**TASK DETAILS:** Any image in the records is to be dropped, and everything else duplicated precisely.

**GIVEN ENTRIES:**
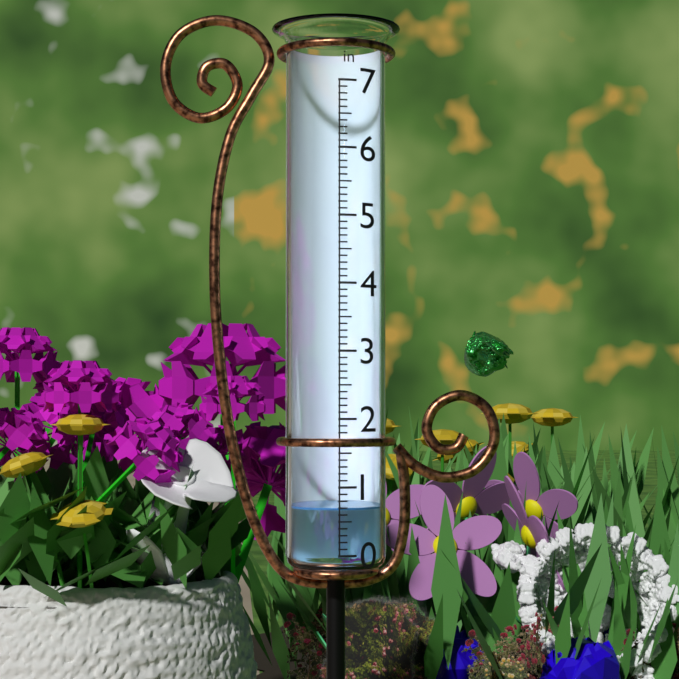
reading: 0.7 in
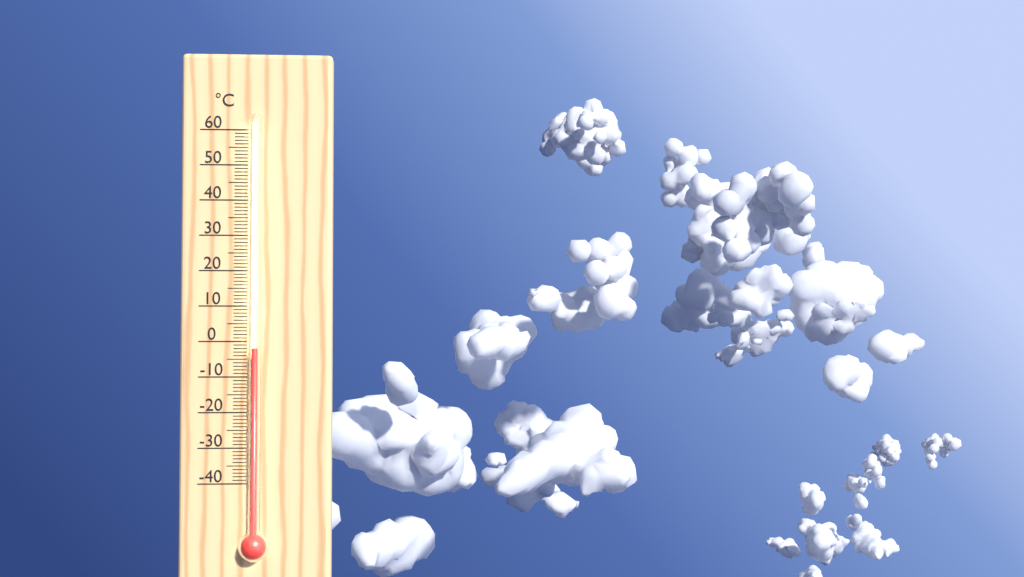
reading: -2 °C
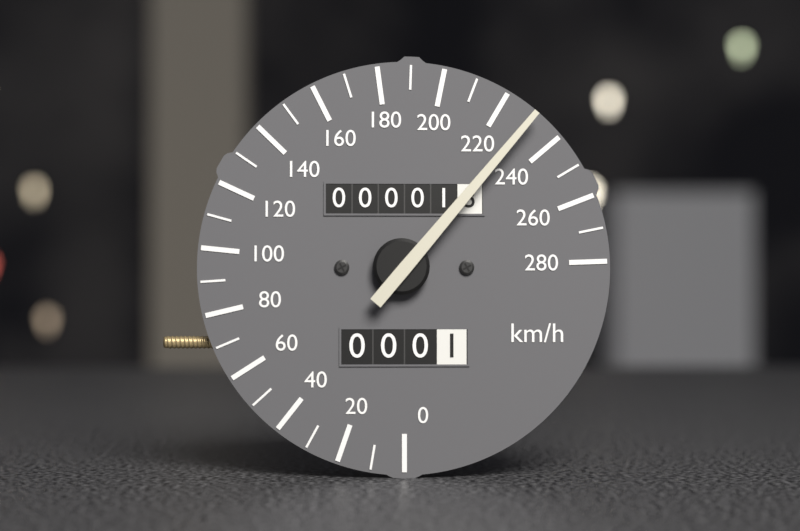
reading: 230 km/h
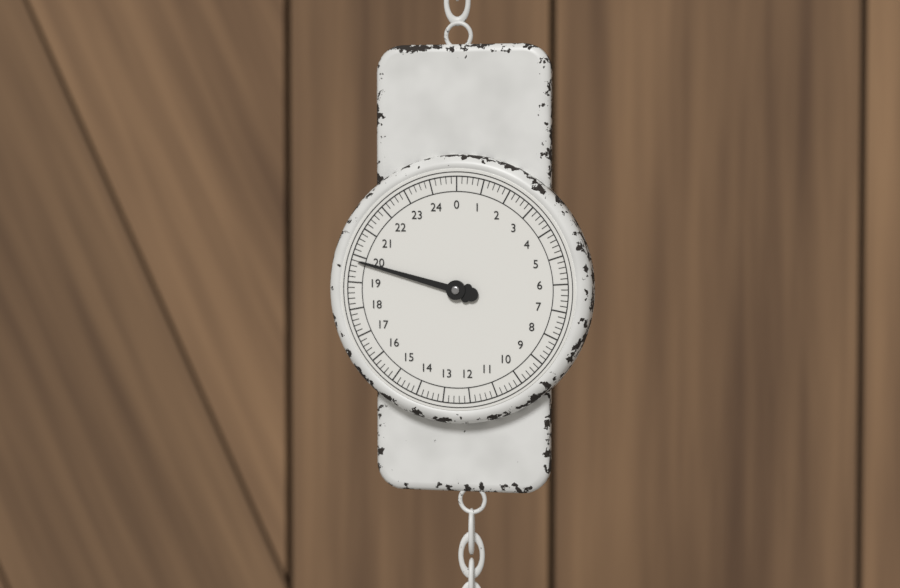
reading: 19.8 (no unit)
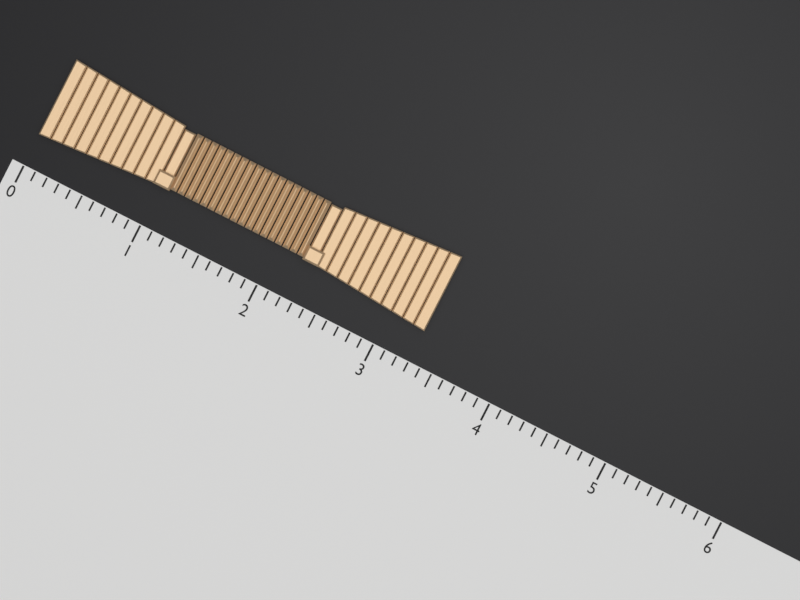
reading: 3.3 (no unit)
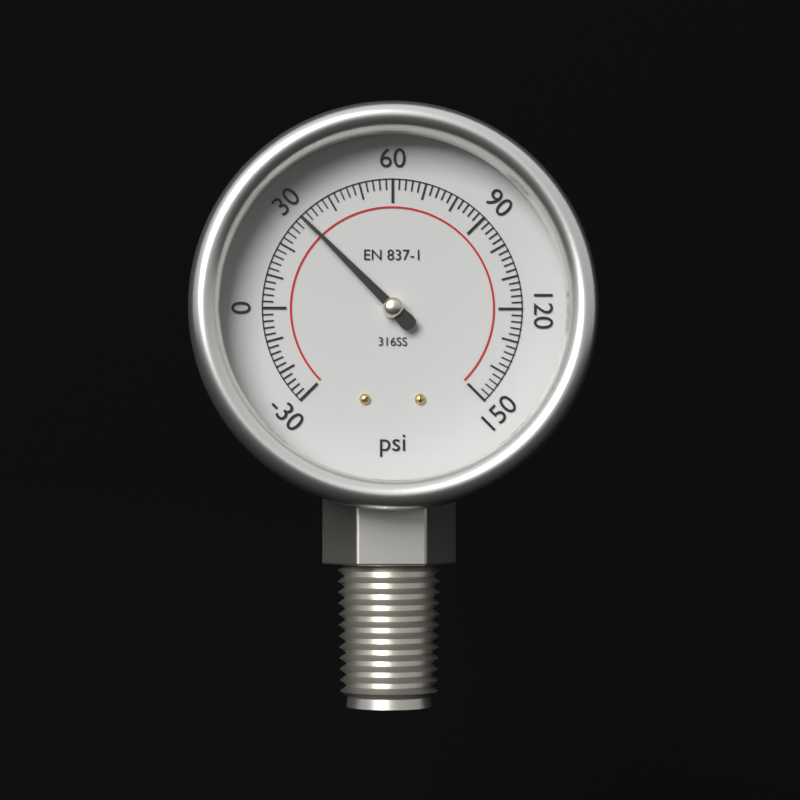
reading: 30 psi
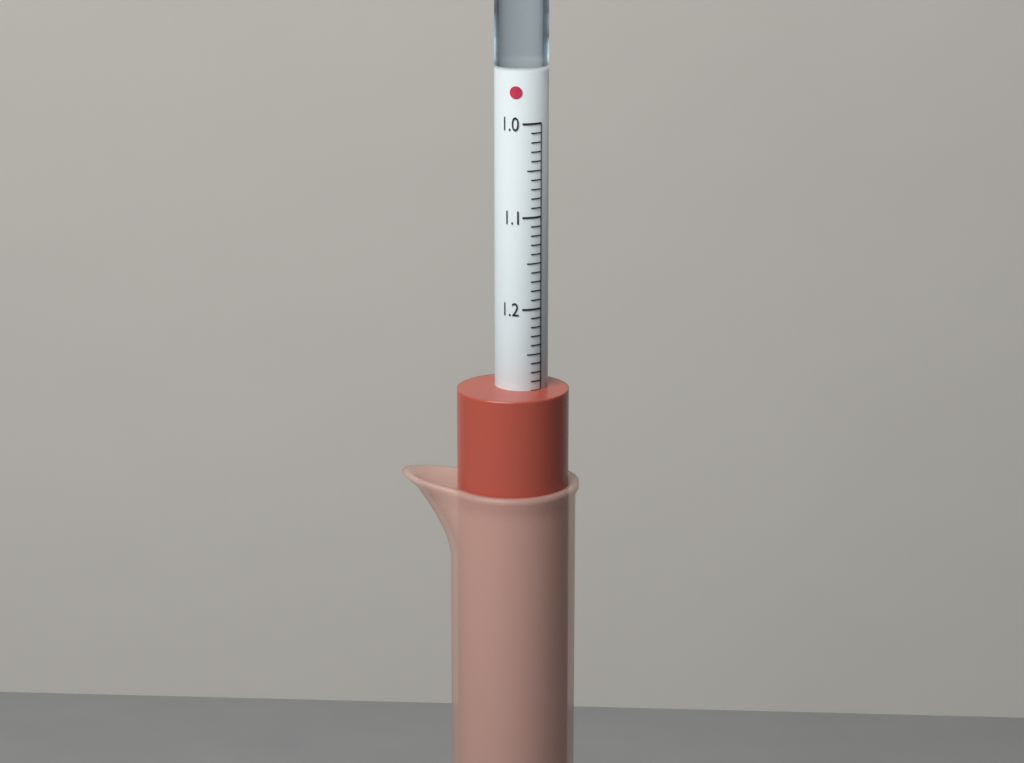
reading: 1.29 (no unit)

**ANSWER TO THE PROBLEM:**
reading: 0.7 in
reading: -2 °C
reading: 230 km/h
reading: 19.8 (no unit)
reading: 3.3 (no unit)
reading: 30 psi
reading: 1.29 (no unit)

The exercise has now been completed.